If you choose scenario ‘3’, you will engage with trade associations, standards bodies, vendors and the many regulators involved to define the problem from an ‘end-to-end’ perspective, in which identifying the right data is just one piece of the puzzle essential to making this work.

This is easier said than done, perhaps, but it is not blue sky thinking.  Industry organisations, such as ISDA, are aware of these problems.  As you can see in their recent paper, “Improving Regulatory Transparency of Global Derivatives Markets: Key Principles”, they identify several principles that could help – harmonisation, common data standards, data sharing and benchmarking reporting progress.  But “lack of commitment … among stakeholders in the process to drive and achieve consensus in these areas” is cited as a key obstacle.

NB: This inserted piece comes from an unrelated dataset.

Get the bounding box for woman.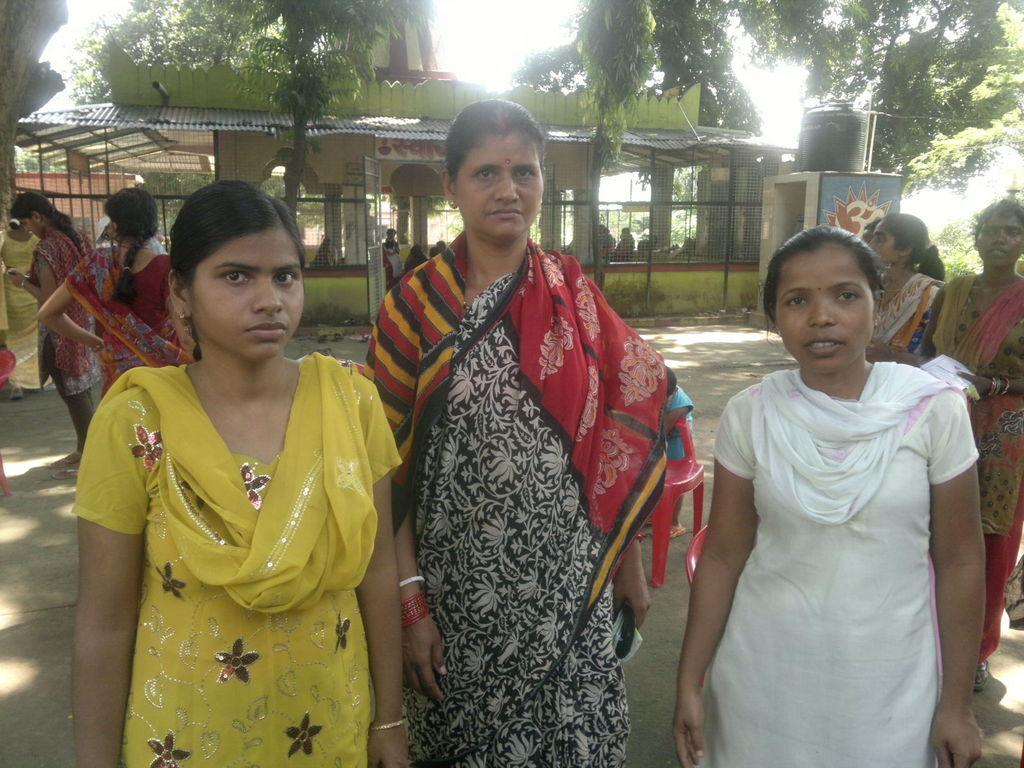
rect(2, 189, 108, 467).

Engagement across the various ‘tribes’ involved in regulatory reporting would help.  Collaboration, internally to firms, is essential in making informed decisions.  Working front to back, the business needs understand the benefits of deeper insight into their market and clients and the competitive advantages that could result from investment in better data quality, and convey that vision to operational and IT colleagues.  Through better internal communication, alignment between all stakeholders can be accomplished in a way that gives clarity over the common challenges and ‘roadblocks’ that exist and, as a result, defines ways to overcome them.

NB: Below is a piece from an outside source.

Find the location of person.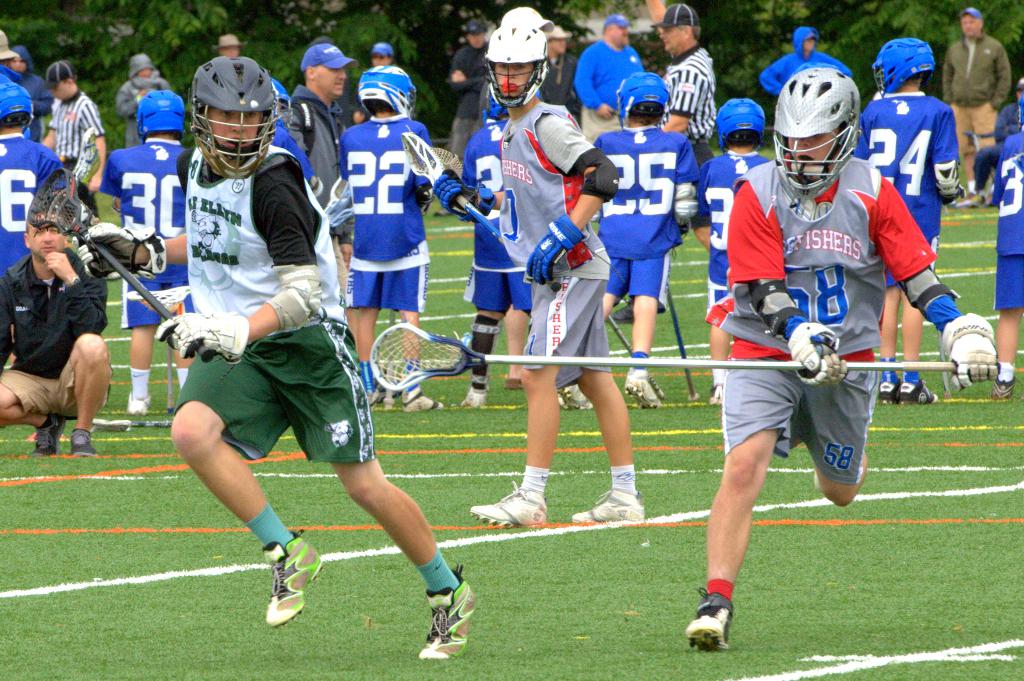
Location: select_region(851, 32, 972, 408).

Regulators will need to put in place the right mandates, skills and resources to make cross-sector, cross-regulator data collection a workable reality.  The EU has the power to engage in radical agenda-setting to specifically address many of the underlying ‘level 1’ data collection issues, which it has already had a start on.  But clearer assessments of ‘what good looks like’ internationally will be invaluable in communicating how firms will need to structure themselves going forward.

Understanding what a ‘transparent financial system’ is and how it will be achieved is still very much in its initial stages but, without significant change over how we approach providing data for systemic risk analytics, we will continue to live in an opaque and murky system where risk remains unmeasurable, untraceable and the ability to prevent future crises is non-existent.  What you decide to do now to meet the increasing demands of transparency will matter – not only to the short term list of projects for this year, but for at least the next five.

Ultimately, when the next crisis hits, the question will be asked by voters, politicians, shareholders and banks: why didn’t this get fixed?  Only then will the stalemate be broken.

The bottom line is that, whatever side of the standoff you are on, it behoves you to place your bets now.  Ducking for cover once the shooting starts is unlikely to protect your stakeholders.

To keep up to date on the transparency landscape, join our MiFID II LinkedIn Group and read up on our trading articles on RegTechFS.  Also, there are still places available to attend the 7 July City & Financial Global workshops on MiFID II implementation.